Friday, November 4, 2011

"The Bourne"

It was a rare Victorian poet who did not write at least one poem about the plot of earth towards which we are headed.  A melancholy prospect, it would seem.  Yet, more than a few of the poets take the view that our shared destination is one in which peace, quiet, and rest await us at last.  Take heart!  (Or so they say.)

                The Bourne

Underneath the growing grass,
   Underneath the living flowers,
   Deeper than the sound of showers:
   There we shall not count the hours
By the shadows as they pass.

Youth and health will be but vain,
   Beauty reckoned of no worth:
   There a very little girth
   Can hold round what once the earth
Seemed too narrow to contain.

William Rossetti (editor), The Poetical Works of Christina Rossetti (1904).

                        Edward Bawden, "Lindsell Church, Essex" (1956)

                      Epitaph

He roamed half round this world of woe,
   Where toil and labour never cease;
Then dropped one little span below,
   In search of Peace.

And now to him mild beams and showers,
   All that he needs to grace his tomb,
From loneliest regions, at all hours,
   Unsought-for come.

Aubrey de Vere (1814-1902), Poems (1855).

                  Edward Bawden, "The Canmore Mountain Range" (1950)

                       Spring Song

Dance, yellows and whites and reds, --
Lead your gay orgy, leaves, stalks, heads
Astir with the wind in the tulip-beds!

There's sunshine; scarcely a wind at all
Disturbs starved grass and daisies small
On a certain mound by a churchyard wall.

Daisies and grass be my heart's bedfellows
On the mound wind spares and sunshine mellows:
Dance you, reds and whites and yellows!

Robert Browning, The New Amphion (1886).

                      John Everett Millais, "The Vale of Rest" (1858-1859)

2 comments:

Anonymous said...

These are very sweet!

Stephen Pentz said...

Mr. MacLaurin: thank you very much for visiting. I'm pleased that you like the poems, and I appreciate your taking the time to comment.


*TASK REQUIREMENTS*.
The records that follow are to be transcribed in full, leaving out each picture.

....................

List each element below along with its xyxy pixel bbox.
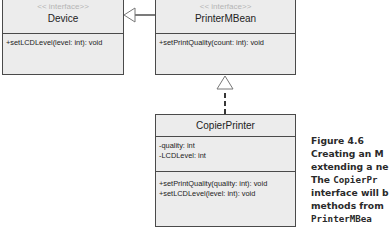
attribute: -quality: int bbox=[159, 141, 292, 151]
method: +setLCDLevel(level: int): void bbox=[6, 38, 120, 48]
method: +setLCDLevel(level: int): void bbox=[159, 189, 292, 199]
class-name: PrinterMBean bbox=[156, 12, 295, 25]
attribute: -LCDLevel: int bbox=[159, 151, 292, 161]
class-header: CopierPrinter bbox=[156, 115, 295, 137]
caption-line: Creating an M bbox=[311, 147, 391, 160]
methods-section: +setLCDLevel(level: int): void bbox=[3, 34, 123, 52]
class-copierprinter: CopierPrinter -quality: int -LCDLevel: i… bbox=[155, 114, 296, 227]
stereotype-label: << interface>> bbox=[3, 0, 123, 12]
figure-number: Figure 4.6 bbox=[311, 134, 391, 147]
class-header: << interface>> Device bbox=[3, 0, 123, 34]
caption-line: methods from bbox=[311, 199, 391, 212]
class-name: CopierPrinter bbox=[156, 119, 295, 132]
figure-caption: Figure 4.6 Creating an M extending a ne … bbox=[311, 134, 391, 225]
method: +setPrintQuality(quality: int): void bbox=[159, 179, 292, 189]
class-name: Device bbox=[3, 12, 123, 25]
method: +setPrintQuality(count: int): void bbox=[159, 38, 292, 48]
caption-code: PrinterMBea bbox=[311, 212, 391, 225]
caption-code: CopierPr bbox=[333, 174, 377, 185]
methods-section: +setPrintQuality(count: int): void bbox=[156, 34, 295, 52]
realization-arrowhead-icon bbox=[217, 76, 233, 89]
generalization-arrowhead-icon bbox=[124, 8, 135, 22]
class-device: << interface>> Device +setLCDLevel(level… bbox=[2, 0, 124, 75]
caption-line: extending a ne bbox=[311, 160, 391, 173]
methods-section: +setPrintQuality(quality: int): void +se… bbox=[156, 171, 295, 202]
caption-text: The bbox=[311, 174, 333, 185]
class-header: << interface>> PrinterMBean bbox=[156, 0, 295, 34]
attributes-section: -quality: int -LCDLevel: int bbox=[156, 137, 295, 171]
stereotype-label: << interface>> bbox=[156, 0, 295, 12]
class-printermbean: << interface>> PrinterMBean +setPrintQua… bbox=[155, 0, 296, 75]
caption-line: The CopierPr bbox=[311, 173, 391, 186]
caption-line: interface will b bbox=[311, 186, 391, 199]
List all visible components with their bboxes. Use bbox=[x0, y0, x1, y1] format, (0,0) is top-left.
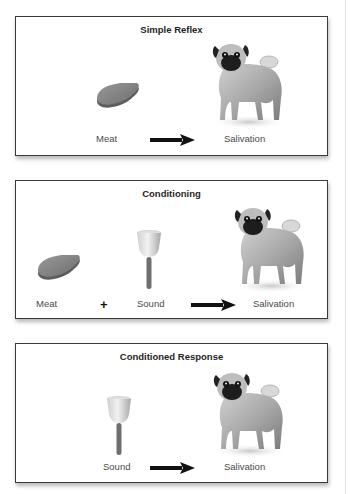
arrow-right-icon bbox=[150, 462, 196, 474]
panel-title: Simple Reflex bbox=[16, 24, 327, 35]
stimulus-label: Meat bbox=[96, 133, 117, 144]
meat-icon bbox=[36, 255, 82, 281]
panel-title: Conditioning bbox=[16, 188, 327, 199]
bell-icon bbox=[106, 396, 132, 456]
panel-simple-reflex: Simple Reflex Meat Salivation bbox=[15, 16, 328, 156]
stimulus-label: Sound bbox=[103, 461, 130, 472]
dog-icon bbox=[210, 369, 290, 459]
response-label: Salivation bbox=[224, 461, 265, 472]
panel-title: Conditioned Response bbox=[16, 351, 327, 362]
stimulus-label-meat: Meat bbox=[36, 298, 57, 309]
meat-icon bbox=[95, 83, 141, 109]
panel-conditioned-response: Conditioned Response Sound Salivation bbox=[15, 343, 328, 483]
dog-icon bbox=[231, 204, 311, 294]
dog-icon bbox=[209, 40, 289, 130]
response-label: Salivation bbox=[224, 133, 265, 144]
arrow-right-icon bbox=[191, 299, 237, 311]
bell-icon bbox=[136, 230, 162, 290]
plus-icon: + bbox=[100, 300, 108, 310]
page-edge-divider bbox=[345, 0, 346, 494]
panel-conditioning: Conditioning Meat + Sound Salivation bbox=[15, 180, 328, 319]
arrow-right-icon bbox=[150, 134, 196, 146]
stimulus-label-sound: Sound bbox=[137, 298, 164, 309]
response-label: Salivation bbox=[253, 298, 294, 309]
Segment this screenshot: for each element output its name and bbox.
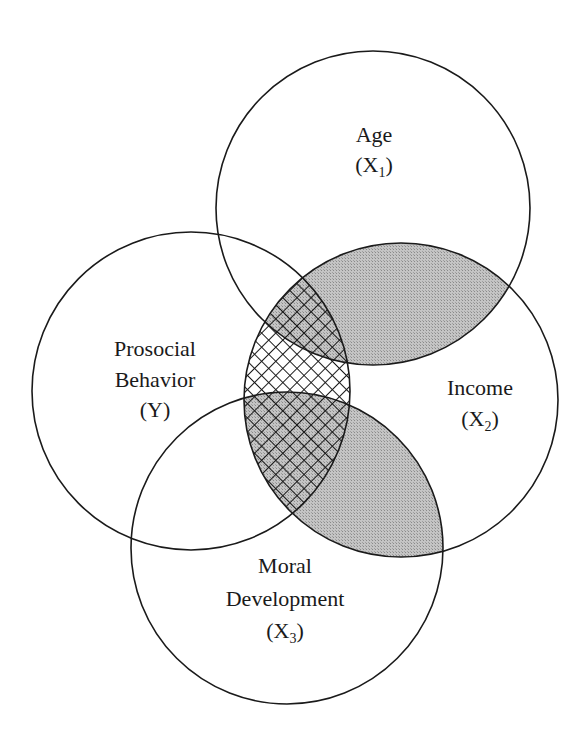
label-behavior: Behavior <box>115 367 196 392</box>
venn-diagram: Age (X1) Prosocial Behavior (Y) Income (… <box>0 0 583 736</box>
label-moral: Moral <box>258 553 312 578</box>
label-income: Income <box>447 375 513 400</box>
label-moral-symbol: (X3) <box>266 618 304 646</box>
label-development: Development <box>226 586 345 611</box>
label-prosocial: Prosocial <box>114 336 196 361</box>
label-y-symbol: (Y) <box>140 397 171 422</box>
label-age-symbol: (X1) <box>355 152 393 180</box>
region-x1-x2-gray <box>216 51 530 365</box>
label-income-symbol: (X2) <box>461 406 499 434</box>
label-age: Age <box>356 122 393 147</box>
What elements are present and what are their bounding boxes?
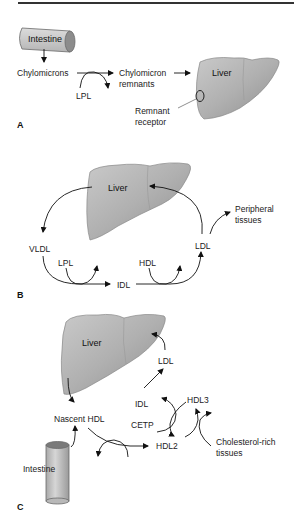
idl-label: IDL [117,280,130,290]
intestine-label: Intestine [28,34,62,44]
peripheral-tissues-label-line2: tissues [235,215,261,225]
vldl-label: VLDL [29,244,50,254]
liver-icon [87,163,191,240]
peripheral-tissues-label-line1: Peripheral [235,204,274,214]
remnant-receptor-label-line1: Remnant [135,106,170,116]
nascent-hdl-label: Nascent HDL [54,414,105,424]
liver-icon [196,58,279,120]
panel-c [46,314,211,504]
remnant-receptor-label-line2: receptor [135,117,166,127]
intestine-label: Intestine [23,464,55,474]
panel-letter-c: C [17,502,24,512]
chylomicrons-label: Chylomicrons [17,68,69,78]
lpl-label: LPL [76,91,91,101]
liver-label: Liver [212,68,232,78]
ldl-label: LDL [158,356,174,366]
cetp-label: CETP [131,420,154,430]
ldl-label: LDL [195,241,211,251]
cholesterol-rich-tissues-label-line2: tissues [216,448,242,458]
liver-label: Liver [82,338,102,348]
hdl-label: HDL [139,258,156,268]
lpl-label: LPL [58,258,73,268]
panel-letter-b: B [17,290,24,300]
panel-letter-a: A [17,120,24,130]
liver-label: Liver [108,183,128,193]
hdl2-label: HDL2 [156,441,178,451]
chylomicron-remnants-label-line1: Chylomicron [119,68,166,78]
hdl3-label: HDL3 [187,395,209,405]
chylomicron-remnants-label-line2: remnants [119,79,154,89]
idl-label: IDL [135,399,148,409]
cholesterol-rich-tissues-label-line1: Cholesterol-rich [216,437,276,447]
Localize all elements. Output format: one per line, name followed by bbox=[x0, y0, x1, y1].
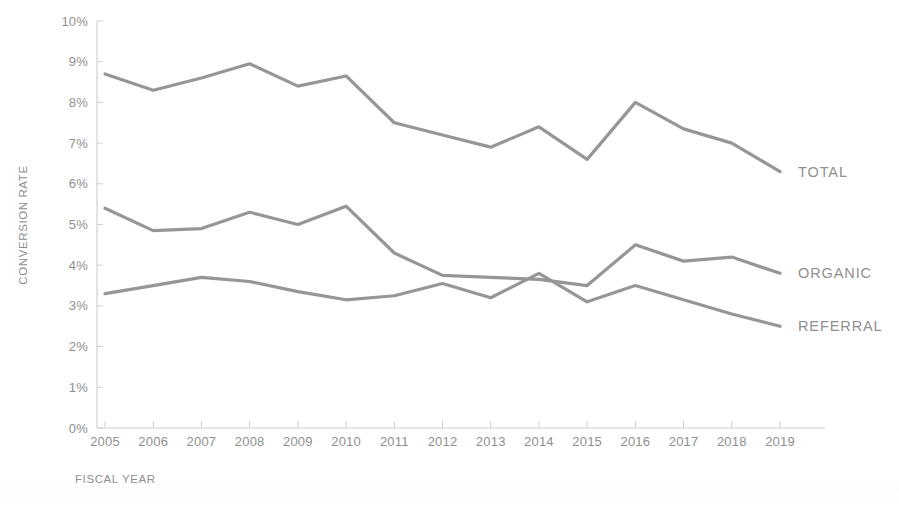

....................

*EXERCISE RESPONSE*.
List each element below along with its xyxy pixel bbox.
attribute: -quality: int bbox=[159, 141, 292, 151]
method: +setLCDLevel(level: int): void bbox=[6, 38, 120, 48]
method: +setLCDLevel(level: int): void bbox=[159, 189, 292, 199]
class-name: PrinterMBean bbox=[156, 12, 295, 25]
attribute: -LCDLevel: int bbox=[159, 151, 292, 161]
class-header: CopierPrinter bbox=[156, 115, 295, 137]
caption-line: Creating an M bbox=[311, 147, 391, 160]
methods-section: +setLCDLevel(level: int): void bbox=[3, 34, 123, 52]
class-copierprinter: CopierPrinter -quality: int -LCDLevel: i… bbox=[155, 114, 296, 227]
stereotype-label: << interface>> bbox=[3, 0, 123, 12]
figure-number: Figure 4.6 bbox=[311, 134, 391, 147]
class-header: << interface>> Device bbox=[3, 0, 123, 34]
caption-line: methods from bbox=[311, 199, 391, 212]
class-name: CopierPrinter bbox=[156, 119, 295, 132]
figure-caption: Figure 4.6 Creating an M extending a ne … bbox=[311, 134, 391, 225]
method: +setPrintQuality(quality: int): void bbox=[159, 179, 292, 189]
class-name: Device bbox=[3, 12, 123, 25]
method: +setPrintQuality(count: int): void bbox=[159, 38, 292, 48]
caption-code: PrinterMBea bbox=[311, 212, 391, 225]
caption-code: CopierPr bbox=[333, 174, 377, 185]
methods-section: +setPrintQuality(count: int): void bbox=[156, 34, 295, 52]
realization-arrowhead-icon bbox=[217, 76, 233, 89]
generalization-arrowhead-icon bbox=[124, 8, 135, 22]
class-device: << interface>> Device +setLCDLevel(level… bbox=[2, 0, 124, 75]
caption-line: extending a ne bbox=[311, 160, 391, 173]
methods-section: +setPrintQuality(quality: int): void +se… bbox=[156, 171, 295, 202]
caption-text: The bbox=[311, 174, 333, 185]
class-header: << interface>> PrinterMBean bbox=[156, 0, 295, 34]
attributes-section: -quality: int -LCDLevel: int bbox=[156, 137, 295, 171]
stereotype-label: << interface>> bbox=[156, 0, 295, 12]
class-printermbean: << interface>> PrinterMBean +setPrintQua… bbox=[155, 0, 296, 75]
caption-line: The CopierPr bbox=[311, 173, 391, 186]
caption-line: interface will b bbox=[311, 186, 391, 199]
List all visible components with their bboxes. Use bbox=[x0, y0, x1, y1] format, (0,0) is top-left.
arrow-right-icon bbox=[150, 462, 196, 474]
panel-title: Simple Reflex bbox=[16, 24, 327, 35]
stimulus-label: Meat bbox=[96, 133, 117, 144]
meat-icon bbox=[36, 255, 82, 281]
panel-title: Conditioning bbox=[16, 188, 327, 199]
bell-icon bbox=[106, 396, 132, 456]
panel-simple-reflex: Simple Reflex Meat Salivation bbox=[15, 16, 328, 156]
stimulus-label: Sound bbox=[103, 461, 130, 472]
dog-icon bbox=[210, 369, 290, 459]
response-label: Salivation bbox=[224, 461, 265, 472]
panel-title: Conditioned Response bbox=[16, 351, 327, 362]
stimulus-label-meat: Meat bbox=[36, 298, 57, 309]
meat-icon bbox=[95, 83, 141, 109]
panel-conditioned-response: Conditioned Response Sound Salivation bbox=[15, 343, 328, 483]
dog-icon bbox=[231, 204, 311, 294]
dog-icon bbox=[209, 40, 289, 130]
response-label: Salivation bbox=[224, 133, 265, 144]
arrow-right-icon bbox=[191, 299, 237, 311]
bell-icon bbox=[136, 230, 162, 290]
plus-icon: + bbox=[100, 300, 108, 310]
page-edge-divider bbox=[345, 0, 346, 494]
panel-conditioning: Conditioning Meat + Sound Salivation bbox=[15, 180, 328, 319]
arrow-right-icon bbox=[150, 134, 196, 146]
stimulus-label-sound: Sound bbox=[137, 298, 164, 309]
response-label: Salivation bbox=[253, 298, 294, 309]
Segment this screenshot: for each element output its name and bbox.
label-behavior: Behavior <box>115 367 196 392</box>
venn-diagram: Age (X1) Prosocial Behavior (Y) Income (… <box>0 0 583 736</box>
label-moral: Moral <box>258 553 312 578</box>
label-income: Income <box>447 375 513 400</box>
label-moral-symbol: (X3) <box>266 618 304 646</box>
label-development: Development <box>226 586 345 611</box>
label-prosocial: Prosocial <box>114 336 196 361</box>
label-y-symbol: (Y) <box>140 397 171 422</box>
label-age-symbol: (X1) <box>355 152 393 180</box>
region-x1-x2-gray <box>216 51 530 365</box>
label-income-symbol: (X2) <box>461 406 499 434</box>
label-age: Age <box>356 122 393 147</box>
What elements are present and what are their bounding boxes?
idl-label: IDL [117,280,130,290]
intestine-label: Intestine [28,34,62,44]
peripheral-tissues-label-line2: tissues [235,215,261,225]
vldl-label: VLDL [29,244,50,254]
liver-icon [87,163,191,240]
peripheral-tissues-label-line1: Peripheral [235,204,274,214]
remnant-receptor-label-line1: Remnant [135,106,170,116]
nascent-hdl-label: Nascent HDL [54,414,105,424]
liver-icon [196,58,279,120]
panel-c [46,314,211,504]
remnant-receptor-label-line2: receptor [135,117,166,127]
intestine-label: Intestine [23,464,55,474]
panel-letter-c: C [17,502,24,512]
chylomicrons-label: Chylomicrons [17,68,69,78]
lpl-label: LPL [76,91,91,101]
liver-label: Liver [212,68,232,78]
ldl-label: LDL [158,356,174,366]
cetp-label: CETP [131,420,154,430]
ldl-label: LDL [195,241,211,251]
cholesterol-rich-tissues-label-line2: tissues [216,448,242,458]
liver-label: Liver [82,338,102,348]
hdl-label: HDL [139,258,156,268]
lpl-label: LPL [58,258,73,268]
panel-letter-b: B [17,290,24,300]
panel-letter-a: A [17,120,24,130]
liver-label: Liver [108,183,128,193]
hdl2-label: HDL2 [156,441,178,451]
chylomicron-remnants-label-line1: Chylomicron [119,68,166,78]
hdl3-label: HDL3 [187,395,209,405]
chylomicron-remnants-label-line2: remnants [119,79,154,89]
idl-label: IDL [135,399,148,409]
cholesterol-rich-tissues-label-line1: Cholesterol-rich [216,437,276,447]
Localize all elements. Output format: one per line, name followed by bbox=[x0, y0, x1, y1].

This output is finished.